Alveolars make my friend want to be lazy
Sometime in February, my friend was planning to go to the library but instead he said, “Bye guys, I’m going to the libary.”
I pointed out, “Don’t you mean library?”
And to be smart, he replied, “Yeah, and Valentimes Day is coming up too.”
Most people rarely make these mistakes, but when we are younger and developing our speech patterns and learning new words, we tend to add, delete, or replace phonemes that break the pattern of the speech and make it harder to say, such as deleting the “r” in library and changing the “n” to an “m”. Those syllable structure in library, mainly the “bra” is harder to pronounce then “ba” because you make the “r” sound with your teeth and when following the “b” it is harder to do an alveolar. The same is true with “im” being easier then the “in”. You are dealing with the same alveolars, and it is harder to pronounce most alveolars in the coda.
This reminds me of my 1 1/2 yr old niece who says poons rather than spoons and [kuls] instead of school. Poons, like libary is just easier to say.
I’m not entirely sure I understand your story, Tyler, but let me see what I can figure out. Does your friend believe that “library” is produced as “libary”, just as most people say February without the first /r/? True, these are both /br/ combinations, which are quick phonological transitions and are easy to miss for people with auditory processing disorders. Is “libary” a dialectal variant? Was it just a one-time speech error? Or was it the way your friend really thinks it’s pronounced?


What is required>
Copy all entries exactly.

+++

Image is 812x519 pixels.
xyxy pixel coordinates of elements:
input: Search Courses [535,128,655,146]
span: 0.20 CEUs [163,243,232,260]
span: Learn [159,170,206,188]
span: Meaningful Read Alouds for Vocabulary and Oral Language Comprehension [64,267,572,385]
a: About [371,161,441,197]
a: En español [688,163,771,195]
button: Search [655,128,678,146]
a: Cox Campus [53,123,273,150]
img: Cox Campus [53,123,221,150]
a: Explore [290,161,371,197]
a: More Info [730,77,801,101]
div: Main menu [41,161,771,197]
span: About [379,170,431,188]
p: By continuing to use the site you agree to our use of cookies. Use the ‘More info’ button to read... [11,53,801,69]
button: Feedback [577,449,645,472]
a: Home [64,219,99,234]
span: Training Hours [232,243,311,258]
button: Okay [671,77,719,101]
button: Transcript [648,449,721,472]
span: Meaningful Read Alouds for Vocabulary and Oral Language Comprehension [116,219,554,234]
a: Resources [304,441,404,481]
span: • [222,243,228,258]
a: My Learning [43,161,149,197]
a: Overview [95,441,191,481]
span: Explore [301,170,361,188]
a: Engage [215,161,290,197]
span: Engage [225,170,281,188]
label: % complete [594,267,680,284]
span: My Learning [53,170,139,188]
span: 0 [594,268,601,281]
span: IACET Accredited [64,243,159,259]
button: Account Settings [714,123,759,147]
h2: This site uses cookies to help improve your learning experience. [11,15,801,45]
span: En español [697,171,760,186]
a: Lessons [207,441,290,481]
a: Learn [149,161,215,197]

+++

Task output>
Image is 812x519 pixels.
xyxy pixel coordinates of elements:
input: Search Courses [535,128,655,146]
span: 0.20 CEUs [163,243,232,260]
span: Learn [159,170,206,188]
span: Meaningful Read Alouds for Vocabulary and Oral Language Comprehension [64,267,572,385]
a: About [371,161,441,197]
a: En español [688,163,771,195]
button: Search [655,128,678,146]
a: Cox Campus [53,123,273,150]
img: Cox Campus [53,123,221,150]
a: Explore [290,161,371,197]
a: More Info [730,77,801,101]
div: Main menu [41,161,771,197]
span: About [379,170,431,188]
p: By continuing to use the site you agree to our use of cookies. Use the ‘More info’ button to read... [11,53,801,69]
button: Feedback [577,449,645,472]
a: Home [64,219,99,234]
span: Training Hours [232,243,311,258]
button: Okay [671,77,719,101]
button: Transcript [648,449,721,472]
span: Meaningful Read Alouds for Vocabulary and Oral Language Comprehension [116,219,554,234]
a: Resources [304,441,404,481]
span: • [222,243,228,258]
a: My Learning [43,161,149,197]
a: Overview [95,441,191,481]
span: Explore [301,170,361,188]
a: Engage [215,161,290,197]
span: Engage [225,170,281,188]
label: % complete [594,267,680,284]
span: My Learning [53,170,139,188]
span: 0 [594,268,601,281]
span: IACET Accredited [64,243,159,259]
button: Account Settings [714,123,759,147]
h2: This site uses cookies to help improve your learning experience. [11,15,801,45]
span: En español [697,171,760,186]
a: Lessons [207,441,290,481]
a: Learn [149,161,215,197]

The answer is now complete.